Dance piece expresses agony and ecstasy of motherhood
by David Whetstone, The Journal

DAVID WHETSTONE talks to Liv Lorent about her new dance work inspired by motherhood, which will premiere at Newcastle's Northern Stage on Friday.
HOWEVER hard you prepare for parenthood, it still comes as a shock.
There you are, barely able to care for yourself, or so you fondly imagine, and along comes the very essence of dependency and helplessness in miniature human form.
“It changes your life completely,” exclaims Liv Lorent, still wide-eyed with wonder and disbelief 18 months after the event.
Albie, a first child for Liv and her partner, comedy actor Ben Crompton, was born in 2008. “July 6,” says Liv. The best parents never forget the details.
To casual acquaintances, Liv has always appeared the embodiment of the free spirit, although it is just possible that the creator of free-flowing, beautiful dance has to be an iron-willed disciplinarian when interviewers are out of the way.
Originally from Belgium, Liv has been based in the North East since 1996. The company she formed in 1993, balletLORENT, is based at Dance City, in Newcastle (although she confides that it is fast growing out of the allotted space).

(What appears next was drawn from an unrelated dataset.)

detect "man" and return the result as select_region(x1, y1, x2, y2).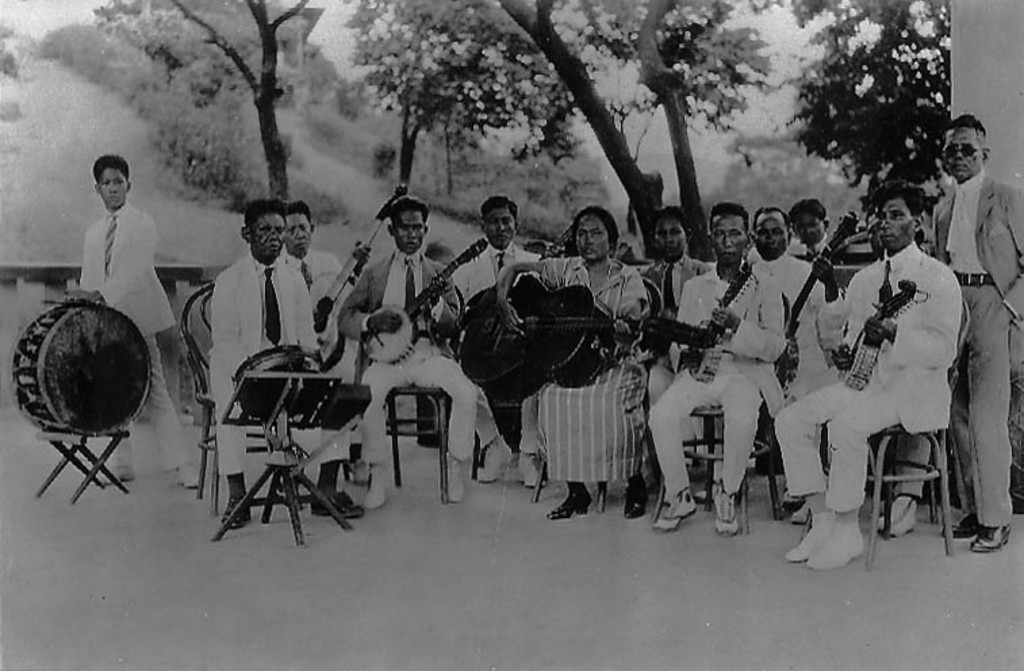
select_region(214, 198, 367, 522).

Liv’s company of talented individuals has danced her choreography into life in all sorts of unusual places – the north tower of the Tyne Bridge, comedy clubs across Britain and even outdoors in Trafalgar Square.
With collaborators Paul Shriek (costumes) and Malcolm Rippeth (lighting), Liv has given birth to some truly extraordinary spectacles, not least Designer Body which had dancers rotating on spinning platforms while divesting themselves of sumptuous, Shriek-designed garments.

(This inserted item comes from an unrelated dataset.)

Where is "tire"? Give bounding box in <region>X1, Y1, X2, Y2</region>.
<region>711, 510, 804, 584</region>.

But then Liv got pregnant and faced the inescapable prospect of giving birth herself.
That was the inspiration for her last dance work, MaEternal, which premiered at Northern Stage in May, 2008. Eleven expectant mothers joined the eight-strong balletLORENT company to explore the idea of impending parenthood.

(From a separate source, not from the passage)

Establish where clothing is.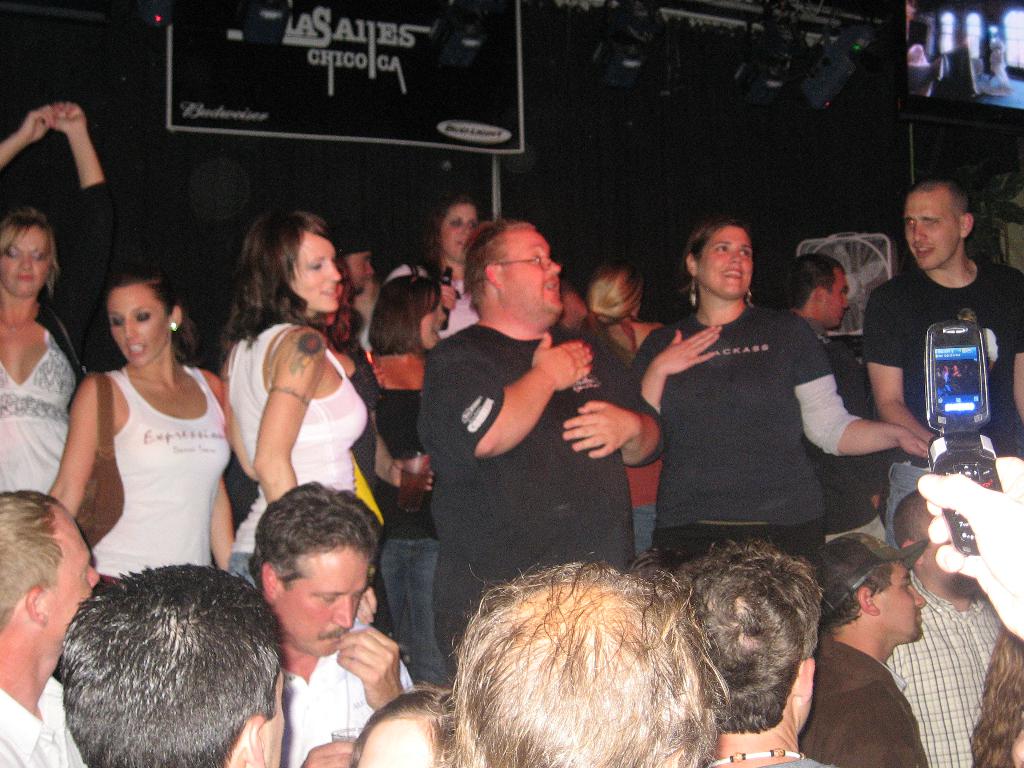
Established at 222/315/367/588.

As the balletLORENT website puts it: “The pregnant woman symbolises life at its most vulnerable, yet most potent.
“As her aspirations and fears
shift, she finds herself poised between the life lived and the life that will be.”
The woman sitting opposite me in a Newcastle cafe has now moved on. The “life that will be” has become the life being lived. So how is Liv finding motherhood?
“I can’t believe how much I love him,” she says through the broadest of smiles.
“I thought I knew everything about love. Everything! But this is a whole new utter devotion and unconditional love. I do understand now why people say it’s like falling in love again.
“And now, already, I have lost the little baby who wanted breast-feeding on demand for weeks and months.
“Now I have a toddler to look after and he’s changing shape all the time. And in a few years’ time he’ll go to school... it’s a miracle that all parents live with and go through but it’s still new to me.”
It has changed her attitude in so many ways, she says.
“Now I’ll help people going through doors with pushchairs because I know what it’s like. I think before, I was one of those people who probably just walked past.
“Mothers with pushchairs and toddlers can become invisible to a lot of people.”
All of this brings us to Blood, Sweat & Tears, the new work which balletLORENT will premiere at Northern Stage on Friday, with a repeat performance on Saturday.
While MaEternal was about pregnancy and impending motherhood, this is about motherhood and all it entails.
Inevitably, since the aptly-named balletLORENT is driven to a large degree by the feelings and interests of its founder, it was inspired by Liv’s experiences since Albie came into the world.
As for the title, Liv explains that she grew up with it ringing in her ears. Her father was fond of the phrase, even though both he and she knew it wasn’t quite Churchill, who actually referred to “blood, toil, tears and sweat” in the early years of the Second World War.
“The phrase for me sums up a great effort in the noblest cause.
“It struck me that having a baby, from the onset of labour, is nothing but blood, sweat and tears, quite literally. I wanted to put it into choreography, the sheer physical and emotional weight of it, and the fact that you would do anything and suffer anything for this new person in your life.”
Liv recalls those first few weeks of motherhood when the sudden loss of freedom “hits you like a cannonball” and you realise that everything has changed.
When she was beginning the process of developing a new piece of work, thereby satisfying the demands of the business plan, she asked herself: “How can I do a piece about anything else but this?
“I always make a piece about some element of truth that is from my present or from my memory and I’m actually shocked by all the emotions I’ve experienced in the 18 months since he was born.”
So this is it. Tickets for Blood, Sweat & Tears (Northern Stage, Friday and Saturday, 7.30pm) from the box office on 0191 230 5151.
At this moment Albie turns up with his grandma.
Chewing on a biscuit, he has the air of a chap who has the women in his life just where he wants them.